Some of these songs rework older compositions. “Laban”, a piece of desert rock on his 2005 album M’Bemba, is turned into a wonderfully baroque miniature, featuring a Martin Carthy-like guitar pattern. The already quite spartan “Tu Vas Me Manquer” (‘I will miss you’) sounds even more beautifully heartbroken, while “Tassi”, a piece of bubblegum Latin pop from his 2012 LP Talé, is turned into a hypnotic meditation. Occasionally, Keita’s metrical, minimalist guitar patterns are set against the florid, tumbling ngoni flourishes of Badié Tounkara, like on the gentle minor-key waltz “Awa”, which translates as Eve, and serves as Keita’s tribute to womankind; the yearning declaration of love “Cherie”, which also features accompaniment on cello and talking drum; or “Soundiata”, a mesmeric tribute to his royal ancestors.

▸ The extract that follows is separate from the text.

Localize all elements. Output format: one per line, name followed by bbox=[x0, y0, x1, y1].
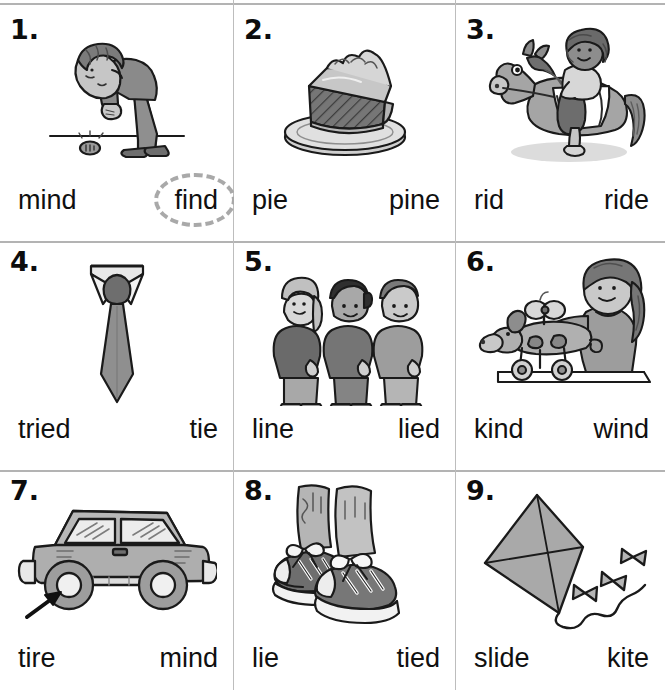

There are tributes to friends. “Kanté Manfila” is dedicated to a late bandmate of the same name who was in Les Ambassadeurs, while “Aboubakrin” is named after a successful politician. One is a eulogy, the other a joyful song of praise, but both have the same mood – trance-like guitar patterns and soaring vocals that sound a muezzin’s call to prayer.
Most startling of all is the final track “Proud”. Here, instead of playing acoustic guitar, Keita switches to a simbi, a Malian harp-lute, with a bulbous calabash body. He plays a metallic, jangling riff while howling the lyrics – partly in English – at the upper end of his vocal register, half ancient bluesman, half Pakistani qawaali singer. “I’m African, I’m proud,” he howls. “I’m albino, I’m proud/ I’m different, I’m proud.” It’s a fitting summation of a remarkable career.